Scarcity Vs. Abundance
Last week, I wrote about the Wednesday Night Dinners I started at my church. My reflections were influenced by a book I was reading: The Abundant Community, by Peter Block and John McKnight. Well, I've finished the book now, and it has led me to do some more reflecting on the dinner gatherings that I've come to find so meaningful.
At these dinners, the group that attends basically creates its own entertainment. We're not paying someone else to provide us with their idea of a "good time," which is what happens when we go to a movie, a theme park, watch a DVD, or even eat at a restaurant (especially a chain restaurant where the meal you order in Long Beach is exactly the same as the meal that is being served to hundreds or thousands of other diners in restaurants all over the continent).
It's nice to pay someone else to entertain us once in awhile. However, paying someone else to entertain us is an idea based on scarcity. We can only experience as much entertainment as we can afford. Also, when we pay someone else to entertain us, we are living out the belief that our own gifts aren't good enough to share. Our own gifts aren't good enough, so we have to pay someone else who is "gifted" to entertain us.
Creating our own entertainment, on the other hand, is an idea based on abundance. Every person has gifts, and is empowered to share them. The amount of entertainment we can experience is limitless, as long as we are willing to share our gifts.
Christmas is approaching. For some reason, we believe that the best gifts are ones that can be purchased from someone else, gifts created by someone we don't even know. Thus, our generosity and gift-giving is limited by the money in our bank accounts. Christmas shopping is an exercise in scarcity. We can only give so much before we run out of money.
Why is it that we think that paying for a gift that was made, created, or cooked by someone else is preferable to - and more meaningful than - a gift that is made, created, or cooked specifically for us by someone we love?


• **PROBLEM REQUIREMENTS**: Write back each entry precisely as it is given.

____________

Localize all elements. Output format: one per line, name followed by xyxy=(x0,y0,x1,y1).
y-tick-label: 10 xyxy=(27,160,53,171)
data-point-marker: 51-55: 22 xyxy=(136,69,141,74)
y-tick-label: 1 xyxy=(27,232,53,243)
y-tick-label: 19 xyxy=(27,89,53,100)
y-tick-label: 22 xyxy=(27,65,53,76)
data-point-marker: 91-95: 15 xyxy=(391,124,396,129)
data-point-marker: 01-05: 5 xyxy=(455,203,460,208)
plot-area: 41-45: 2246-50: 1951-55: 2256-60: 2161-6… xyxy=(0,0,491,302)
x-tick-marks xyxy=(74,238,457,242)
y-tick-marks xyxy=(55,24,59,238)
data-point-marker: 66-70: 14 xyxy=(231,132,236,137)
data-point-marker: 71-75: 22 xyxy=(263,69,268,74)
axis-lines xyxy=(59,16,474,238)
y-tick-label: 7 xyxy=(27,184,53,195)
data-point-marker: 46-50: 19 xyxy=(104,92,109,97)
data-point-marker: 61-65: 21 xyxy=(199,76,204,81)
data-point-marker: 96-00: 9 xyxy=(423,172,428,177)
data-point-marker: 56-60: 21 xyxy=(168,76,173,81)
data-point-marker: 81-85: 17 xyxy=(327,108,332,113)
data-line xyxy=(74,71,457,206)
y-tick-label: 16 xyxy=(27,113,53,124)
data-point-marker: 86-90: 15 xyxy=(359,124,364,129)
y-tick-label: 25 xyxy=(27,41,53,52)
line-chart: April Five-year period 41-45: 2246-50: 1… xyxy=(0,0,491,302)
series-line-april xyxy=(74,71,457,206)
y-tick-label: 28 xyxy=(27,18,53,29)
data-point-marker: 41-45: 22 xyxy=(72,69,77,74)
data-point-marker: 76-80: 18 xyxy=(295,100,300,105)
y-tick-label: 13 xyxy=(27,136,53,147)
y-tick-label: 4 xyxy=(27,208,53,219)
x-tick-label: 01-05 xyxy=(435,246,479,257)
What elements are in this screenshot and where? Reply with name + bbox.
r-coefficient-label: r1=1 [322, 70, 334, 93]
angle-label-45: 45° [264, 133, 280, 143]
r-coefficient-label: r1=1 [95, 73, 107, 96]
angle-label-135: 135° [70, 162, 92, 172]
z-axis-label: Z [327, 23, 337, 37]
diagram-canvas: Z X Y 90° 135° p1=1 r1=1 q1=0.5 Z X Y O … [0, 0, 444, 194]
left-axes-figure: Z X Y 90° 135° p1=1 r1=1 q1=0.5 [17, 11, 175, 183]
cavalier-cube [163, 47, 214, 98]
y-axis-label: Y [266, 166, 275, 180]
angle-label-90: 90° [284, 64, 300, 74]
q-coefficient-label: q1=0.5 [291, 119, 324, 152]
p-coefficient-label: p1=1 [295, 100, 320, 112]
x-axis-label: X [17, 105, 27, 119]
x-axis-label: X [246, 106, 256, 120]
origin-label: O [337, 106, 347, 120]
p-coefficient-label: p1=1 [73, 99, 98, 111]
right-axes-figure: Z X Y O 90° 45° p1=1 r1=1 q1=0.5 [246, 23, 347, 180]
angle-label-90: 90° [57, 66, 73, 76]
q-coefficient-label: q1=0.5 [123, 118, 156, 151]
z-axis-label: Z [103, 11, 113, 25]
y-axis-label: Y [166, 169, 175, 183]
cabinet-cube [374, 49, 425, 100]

____________

• **RESPONSE TO THIS EXERCISE**:
Localize all elements. Output format: one per line, name followed by xyxy=(x0,y0,x1,y1).
y-tick-label: 10 xyxy=(27,160,53,171)
data-point-marker: 51-55: 22 xyxy=(136,69,141,74)
y-tick-label: 1 xyxy=(27,232,53,243)
y-tick-label: 19 xyxy=(27,89,53,100)
y-tick-label: 22 xyxy=(27,65,53,76)
data-point-marker: 91-95: 15 xyxy=(391,124,396,129)
data-point-marker: 01-05: 5 xyxy=(455,203,460,208)
plot-area: 41-45: 2246-50: 1951-55: 2256-60: 2161-6… xyxy=(0,0,491,302)
x-tick-marks xyxy=(74,238,457,242)
y-tick-marks xyxy=(55,24,59,238)
data-point-marker: 66-70: 14 xyxy=(231,132,236,137)
data-point-marker: 71-75: 22 xyxy=(263,69,268,74)
axis-lines xyxy=(59,16,474,238)
y-tick-label: 7 xyxy=(27,184,53,195)
data-point-marker: 46-50: 19 xyxy=(104,92,109,97)
data-point-marker: 61-65: 21 xyxy=(199,76,204,81)
data-point-marker: 96-00: 9 xyxy=(423,172,428,177)
data-point-marker: 56-60: 21 xyxy=(168,76,173,81)
data-point-marker: 81-85: 17 xyxy=(327,108,332,113)
data-line xyxy=(74,71,457,206)
y-tick-label: 16 xyxy=(27,113,53,124)
data-point-marker: 86-90: 15 xyxy=(359,124,364,129)
y-tick-label: 25 xyxy=(27,41,53,52)
line-chart: April Five-year period 41-45: 2246-50: 1… xyxy=(0,0,491,302)
series-line-april xyxy=(74,71,457,206)
y-tick-label: 28 xyxy=(27,18,53,29)
data-point-marker: 41-45: 22 xyxy=(72,69,77,74)
data-point-marker: 76-80: 18 xyxy=(295,100,300,105)
y-tick-label: 13 xyxy=(27,136,53,147)
y-tick-label: 4 xyxy=(27,208,53,219)
x-tick-label: 01-05 xyxy=(435,246,479,257)
What elements are in this screenshot and where? Reply with name + bbox.
r-coefficient-label: r1=1 [322, 70, 334, 93]
angle-label-45: 45° [264, 133, 280, 143]
r-coefficient-label: r1=1 [95, 73, 107, 96]
angle-label-135: 135° [70, 162, 92, 172]
z-axis-label: Z [327, 23, 337, 37]
diagram-canvas: Z X Y 90° 135° p1=1 r1=1 q1=0.5 Z X Y O … [0, 0, 444, 194]
left-axes-figure: Z X Y 90° 135° p1=1 r1=1 q1=0.5 [17, 11, 175, 183]
cavalier-cube [163, 47, 214, 98]
y-axis-label: Y [266, 166, 275, 180]
angle-label-90: 90° [284, 64, 300, 74]
q-coefficient-label: q1=0.5 [291, 119, 324, 152]
p-coefficient-label: p1=1 [295, 100, 320, 112]
x-axis-label: X [17, 105, 27, 119]
x-axis-label: X [246, 106, 256, 120]
origin-label: O [337, 106, 347, 120]
p-coefficient-label: p1=1 [73, 99, 98, 111]
right-axes-figure: Z X Y O 90° 45° p1=1 r1=1 q1=0.5 [246, 23, 347, 180]
angle-label-90: 90° [57, 66, 73, 76]
q-coefficient-label: q1=0.5 [123, 118, 156, 151]
z-axis-label: Z [103, 11, 113, 25]
y-axis-label: Y [166, 169, 175, 183]
cabinet-cube [374, 49, 425, 100]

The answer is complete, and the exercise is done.